Useful stats and context (so you understand the environment)
Kuwait is one of the GCC countries where expats form a large share of the total population. Public demographic snapshots over recent years commonly show expats around roughly two-thirds of residents (the exact percentage moves based on government policies and labor market changes).
Why this matters to you:
- Government systems are built around residency categories
- Employers are used to hiring expats, but compliance is stricter than people think
- Correct paperwork is not optional, it is your life stability in Kuwait
Common mistakes I want you to avoid
- Accepting an offer without confirming the job title on the visa slot
- Doing attestations too late (or attesting the wrong document version)
- Flying with a passport that’s near expiry
- Paying “agents” who promise shortcuts without official proof
- Not keeping digital backups of every document and receipt
If you only take one habit from me: keep a single folder with clear scans and shareable PDFs. It saves you stress and weeks of delays.
Quick actions you can take today
| Your situation | Do this next |
|---|---|
| You have an offer but no visa reference | Ask HR for the visa reference and the full checklist in writing |
| Your degree doesn’t match the job title | Share experience letters or request a title that matches your documents |
| Your passport expires soon | Renew it before residency processing |
| You’re confused between Visa 18 and 20 | Decide based on sponsor type: company equals 18, household equals 20 |
FAQs
Is Visa 18 better than Visa 20?
They serve different purposes.

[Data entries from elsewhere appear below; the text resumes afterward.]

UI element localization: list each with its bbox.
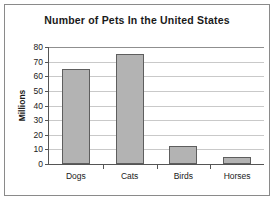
x-axis-tick <box>103 164 104 169</box>
bar <box>169 146 197 164</box>
y-axis-tick <box>45 149 49 150</box>
x-axis-tick-label: Birds <box>174 171 193 181</box>
chart-frame: Number of Pets In the United States Mill… <box>4 4 270 196</box>
y-axis-tick <box>45 164 49 165</box>
y-axis-tick <box>45 135 49 136</box>
bar <box>116 54 144 164</box>
gridline <box>49 47 264 48</box>
y-axis-tick-label: 0 <box>38 159 43 169</box>
y-axis-tick <box>45 91 49 92</box>
y-axis-tick-label: 30 <box>34 115 43 125</box>
y-axis-tick <box>45 120 49 121</box>
x-axis-tick-label: Dogs <box>66 171 86 181</box>
bar <box>62 69 90 164</box>
y-axis-tick <box>45 47 49 48</box>
y-axis-tick-label: 40 <box>34 101 43 111</box>
x-axis-tick-label: Horses <box>224 171 251 181</box>
y-axis-tick-label: 60 <box>34 71 43 81</box>
y-axis-tick-label: 20 <box>34 130 43 140</box>
y-axis-title: Millions <box>17 47 29 164</box>
chart-title: Number of Pets In the United States <box>5 14 269 26</box>
y-axis-tick <box>45 76 49 77</box>
plot-area: 80706050403020100 DogsCatsBirdsHorses <box>48 47 264 165</box>
y-axis-tick-label: 70 <box>34 57 43 67</box>
y-axis-tick-label: 50 <box>34 86 43 96</box>
x-axis-tick-label: Cats <box>121 171 138 181</box>
gridline <box>49 62 264 63</box>
y-axis-tick <box>45 106 49 107</box>
y-axis-tick-label: 80 <box>34 42 43 52</box>
bar <box>223 157 251 164</box>
y-axis-tick <box>45 62 49 63</box>
x-axis-tick <box>157 164 158 169</box>
y-axis-tick-label: 10 <box>34 144 43 154</box>
x-axis-tick <box>210 164 211 169</box>
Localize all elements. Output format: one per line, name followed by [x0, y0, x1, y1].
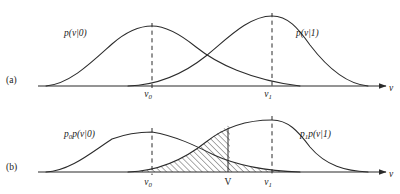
panel-a-label: (a)	[6, 75, 17, 86]
panel-a-axis-label: v	[389, 83, 394, 93]
panel-a: (a) v0 v1 p(v|0) p(v|1) v	[6, 13, 394, 100]
panel-a-curve-p-v-given-1	[128, 16, 368, 86]
panel-b-label-p0-p-v-given-0: p0p(v|0)	[63, 129, 95, 140]
panel-b-tick-label-v1: v1	[264, 177, 272, 188]
panel-b-threshold-label-V: V	[225, 177, 232, 187]
panel-a-label-p-v-given-0: p(v|0)	[63, 28, 87, 39]
panel-b-label: (b)	[6, 162, 17, 173]
panel-b-label-p1-p-v-given-1: p1p(v|1)	[299, 129, 331, 140]
panel-a-tick-label-v0: v0	[144, 89, 152, 100]
panel-a-tick-label-v1: v1	[264, 89, 272, 100]
panel-b-curve-p1-p-v-given-1	[128, 120, 368, 172]
panel-a-label-p-v-given-1: p(v|1)	[295, 28, 319, 39]
panel-b-tick-label-v0: v0	[144, 177, 152, 188]
figure-canvas: (a) v0 v1 p(v|0) p(v|1) v (b)	[0, 0, 400, 194]
probability-density-figure: (a) v0 v1 p(v|0) p(v|1) v (b)	[0, 0, 400, 194]
panel-b-hatch-miss-region	[120, 108, 230, 174]
panel-b-axis-label: v	[389, 169, 394, 179]
panel-b: (b) v0 v1 V p0p(v	[6, 108, 394, 188]
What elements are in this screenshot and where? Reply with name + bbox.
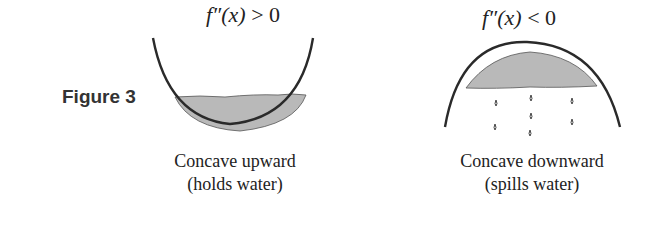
- caption-concave-down: Concave downward (spills water): [432, 150, 632, 196]
- caption-concave-up: Concave upward (holds water): [150, 150, 320, 196]
- water-drops: [494, 95, 573, 136]
- caption-title: Concave upward: [150, 150, 320, 173]
- caption-title: Concave downward: [432, 150, 632, 173]
- concave-up-diagram: [153, 38, 313, 131]
- caption-subtitle: (spills water): [432, 173, 632, 196]
- concave-down-diagram: [445, 42, 620, 136]
- caption-subtitle: (holds water): [150, 173, 320, 196]
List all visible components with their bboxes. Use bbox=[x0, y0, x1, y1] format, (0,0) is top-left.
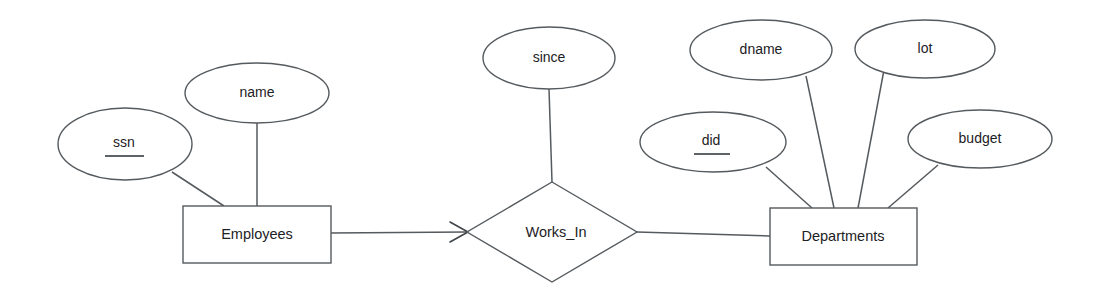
connector-lot-departments bbox=[858, 70, 884, 208]
attribute-name[interactable]: name bbox=[185, 63, 329, 123]
er-diagram: Employees Departments Works_In ssn name … bbox=[0, 0, 1113, 293]
attribute-budget[interactable]: budget bbox=[908, 110, 1052, 168]
er-diagram-canvas: Employees Departments Works_In ssn name … bbox=[0, 0, 1113, 293]
attribute-lot-label: lot bbox=[918, 40, 933, 56]
attribute-ssn-label: ssn bbox=[113, 134, 135, 150]
connector-employees-works-in bbox=[331, 232, 467, 233]
attribute-dname-label: dname bbox=[740, 41, 783, 57]
attribute-lot[interactable]: lot bbox=[855, 20, 995, 78]
connector-dname-departments bbox=[806, 76, 834, 208]
entity-employees[interactable]: Employees bbox=[183, 206, 331, 263]
relationship-works-in-label: Works_In bbox=[526, 224, 587, 240]
attribute-since[interactable]: since bbox=[483, 27, 615, 89]
attribute-name-label: name bbox=[239, 84, 274, 100]
connector-budget-departments bbox=[888, 165, 938, 208]
attribute-did[interactable]: did bbox=[640, 112, 786, 172]
attribute-dname[interactable]: dname bbox=[690, 20, 832, 80]
connector-ssn-employees bbox=[172, 172, 224, 206]
connector-since-works-in bbox=[549, 89, 552, 182]
attribute-since-label: since bbox=[533, 49, 566, 65]
connector-works-in-departments bbox=[637, 232, 770, 236]
entity-departments[interactable]: Departments bbox=[770, 208, 917, 265]
entity-departments-label: Departments bbox=[801, 228, 884, 244]
attribute-ssn[interactable]: ssn bbox=[58, 108, 192, 180]
connector-did-departments bbox=[766, 167, 812, 208]
attribute-budget-label: budget bbox=[959, 130, 1002, 146]
attribute-did-label: did bbox=[702, 132, 721, 148]
entity-employees-label: Employees bbox=[221, 226, 293, 242]
relationship-works-in[interactable]: Works_In bbox=[467, 182, 637, 282]
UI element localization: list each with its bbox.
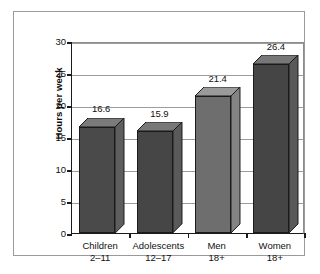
figure-frame: Hours per week 051015202530 16.615.921.4… bbox=[13, 11, 305, 256]
y-axis-tick-label: 10 bbox=[55, 165, 66, 175]
bar-value-label: 16.6 bbox=[71, 104, 131, 114]
y-axis-tick-labels: 051015202530 bbox=[44, 42, 66, 234]
bar[interactable] bbox=[137, 122, 173, 233]
bar-top-face bbox=[79, 118, 115, 127]
y-axis-tick-mark bbox=[67, 234, 72, 236]
bar-top-face bbox=[253, 55, 289, 64]
y-axis-tick-label: 5 bbox=[61, 197, 66, 207]
y-axis-tick-label: 0 bbox=[61, 229, 66, 239]
y-axis-tick-label: 15 bbox=[55, 133, 66, 143]
bar-value-label: 15.9 bbox=[129, 109, 189, 119]
y-axis-tick-label: 30 bbox=[55, 37, 66, 47]
x-axis-tick-mark bbox=[304, 233, 306, 238]
y-axis-tick-mark bbox=[67, 42, 72, 44]
y-axis-tick-mark bbox=[67, 202, 72, 204]
bar[interactable] bbox=[253, 55, 289, 233]
bar-top-face bbox=[137, 122, 173, 131]
bar-side-face bbox=[115, 118, 124, 233]
bar[interactable] bbox=[195, 87, 231, 233]
y-axis-tick-mark bbox=[67, 170, 72, 172]
bar-side-face bbox=[289, 55, 298, 233]
bar-side-face bbox=[173, 122, 182, 233]
plot-area: 16.615.921.426.4 bbox=[71, 42, 304, 234]
x-axis-tick-label: Women18+ bbox=[232, 240, 318, 264]
bar-top-face bbox=[195, 87, 231, 96]
y-axis-tick-label: 20 bbox=[55, 101, 66, 111]
bar-value-label: 26.4 bbox=[246, 42, 306, 52]
bar[interactable] bbox=[79, 118, 115, 233]
x-axis-tick-mark bbox=[246, 233, 248, 238]
bar-value-label: 21.4 bbox=[188, 74, 248, 84]
bar-side-face bbox=[231, 87, 240, 233]
x-axis-tick-mark bbox=[129, 233, 131, 238]
x-axis-tick-label-line1: Children bbox=[82, 240, 117, 251]
y-axis-tick-label: 25 bbox=[55, 69, 66, 79]
y-axis-tick-mark bbox=[67, 74, 72, 76]
bar-front-face bbox=[79, 127, 115, 233]
x-axis-tick-label-line1: Men bbox=[207, 240, 225, 251]
y-axis-tick-mark bbox=[67, 138, 72, 140]
chart-figure: Hours per week 051015202530 16.615.921.4… bbox=[0, 0, 320, 274]
bar-front-face bbox=[253, 64, 289, 233]
x-axis-tick-label-line2: 18+ bbox=[232, 252, 318, 264]
bar-front-face bbox=[137, 131, 173, 233]
bar-front-face bbox=[195, 96, 231, 233]
x-axis-tick-mark bbox=[188, 233, 190, 238]
x-axis-tick-label-line1: Women bbox=[259, 240, 292, 251]
x-axis-tick-labels: Children2–11Adolescents12–17Men18+Women1… bbox=[71, 240, 304, 274]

Visa 18 is for private-sector company employment and usually offers clearer pathways for career moves and (for eligible cases) family sponsorship. Visa 20 is for household domestic work with its own rules and protections.
Can I switch from Visa 20 to Visa 18?
It can be difficult and is regulated. Some cases may qualify depending on the current rules and approvals. If your goal is company work, it’s usually smarter to start on Visa 18 from the beginning.
How long does Visa 18 processing take?
From what I’ve seen, the slowest part is usually documents and attestations in your home country. Once you’re in Kuwait, medical, fingerprints, residency steps, and Civil ID can move within weeks, depending on appointments and how organized your employer is.
What if my job title changes after I arrive?
It may be possible to update the title if your credentials support it and your employer has the right position slot available. Keep your original documents ready and ensure names and dates match across papers.